The bear—officially named Barnaby but everyone called him Tank—regarded me with what I swear was disappointment. Like he knew I was a freshman who had never been cool a single day in his life. I tossed him a steak through the fence. He caught it mid-air. Honestly? Respected the hustle.

Next was the fox enclosure. A family was taking pictures, their kid pointing and shrieking. I approached with what I hoped was professional confidence. The fox—a rescue named Rusty who'd been found behind a Walmart—stared at me with those chaotic, clever eyes. Then he straight-up grabbed the food bucket from my hand and bolted.
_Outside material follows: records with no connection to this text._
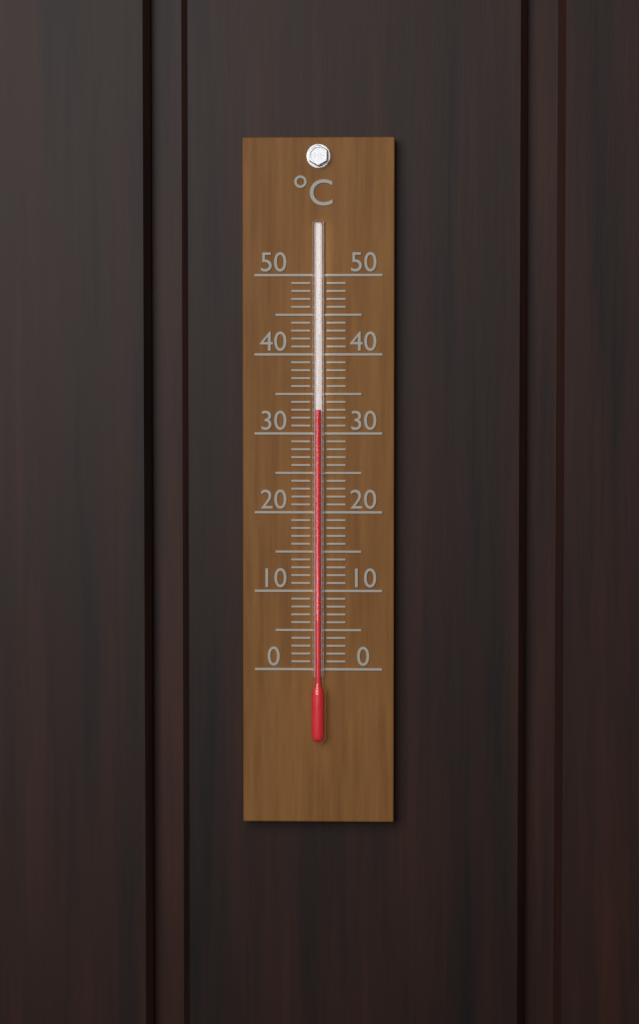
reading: 33 °C
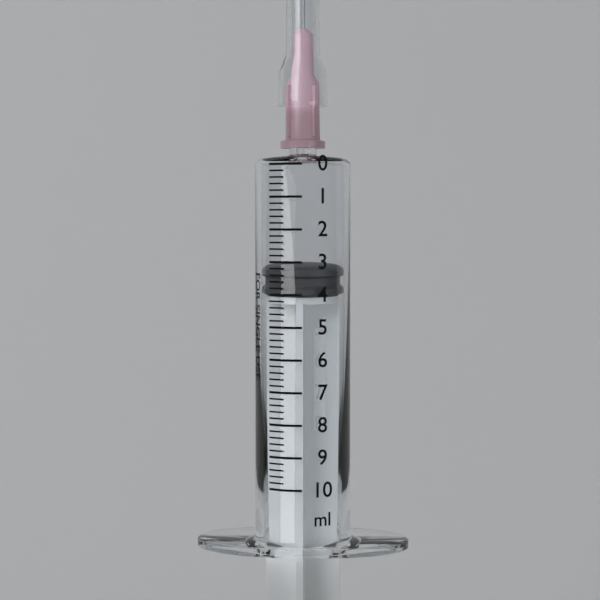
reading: 3.2 ml
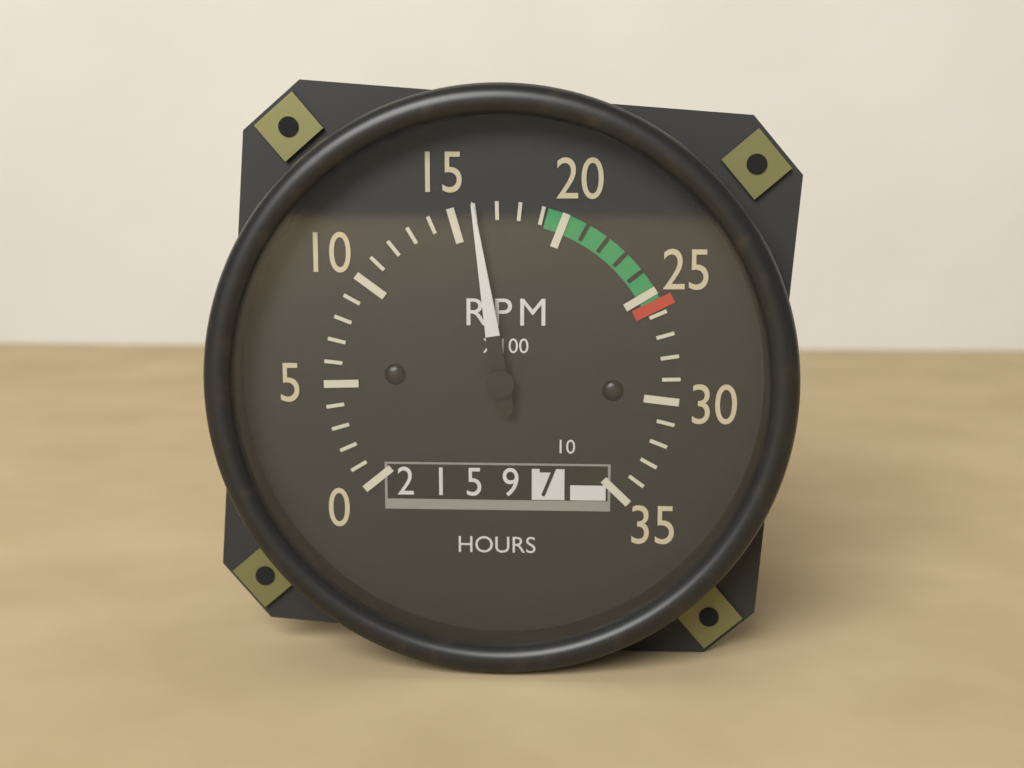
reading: 16 RPM x100
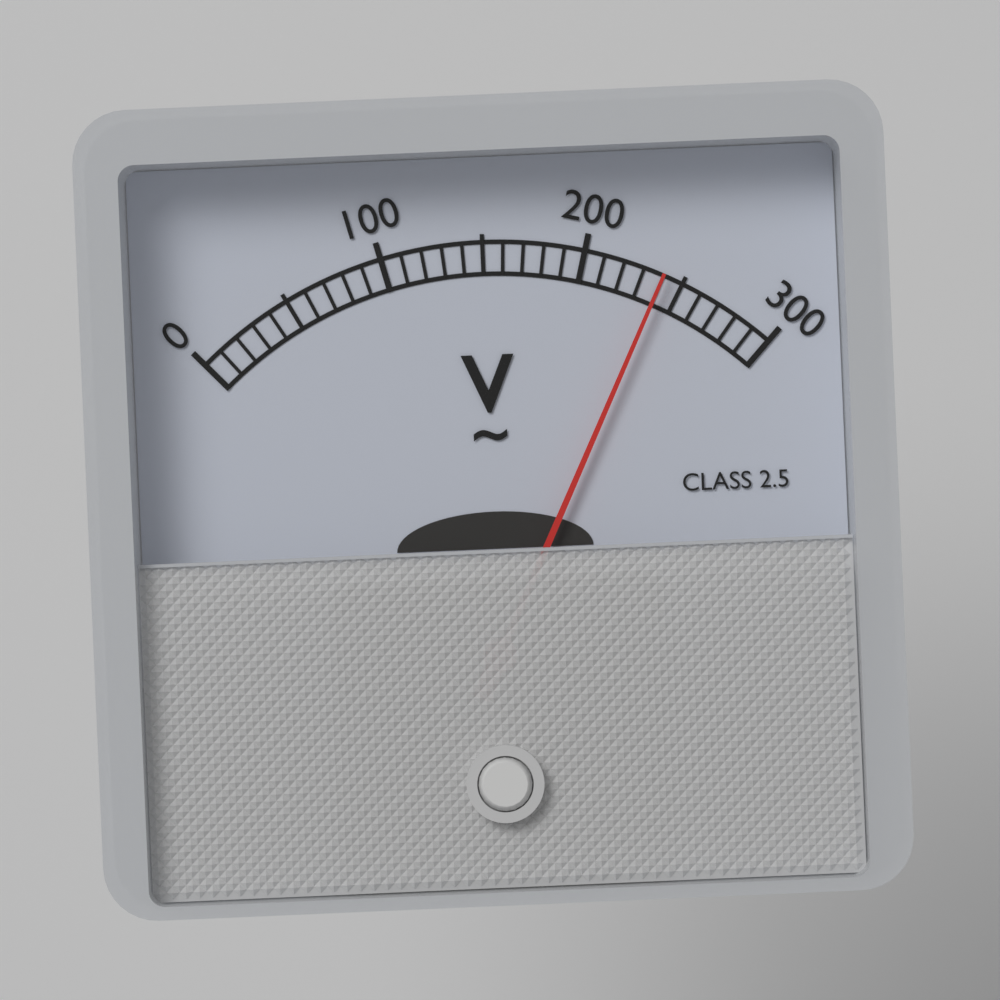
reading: 240 V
"DUDE," I said, because I'm articulate under pressure.

Chloe appeared, laughing so hard she had to lean against the fence. "That's Rusty. He's a little menace. The customers love it."

"Can I have my bucket back?"

"Eventually. Maybe."

By the time I reached the goldfish pond, I was questioning every life choice that led to this moment. Feeding goldfish should be chill, right? Wrong. Dozens of them, surfacing like tiny, hungry mouths, their orange scales flashing in the afternoon sun. I dumped the fish flakes and they went absolutely feral. A little girl watched, wide-eyed.

"It's like a goldfish mosh pit," she said.

"Honestly? Same."

"You're funny," she said. "You remind me of my brother. He's awkward too."

I felt that in my soul.

The real drama started when a group of guys from my school showed up—Jake, Tyler, and the other jocks who somehow navigated hallways like they owned them. Jake immediately spotted me in my tragic uniform.

"Yo, is that Miller?" Jake called out. "Working at the petting zoo? That's actually sick." He paused. "Wait, are there any bulls here? My little cousin wants to see one."

"No bulls," I said, which was true. "But we've got a goat that headbutts people if they look at him wrong."

"Bet." Jake held up his phone. "Lemme get a video for the snap."

Later, Chloe found me sitting on the edge of the goldfish pond, watching them swarm. "You did good today, rookie. Even Rusty didn't hate you."

"I survived," I said. "That's something."

"Yeah." She sat beside me, and for the first time, she wasn't looking at her phone. "You know, nobody likes their first shift. It gets easier. And maybe you'll stop caring so much about what Jake and his squad think."

I looked at the goldfish, just going for it, living their best, chaotic lives. No overthinking. No existential dread. Just pure, unfiltered goldfish energy.

"You know what?" I said. "I think I'm gonna be okay."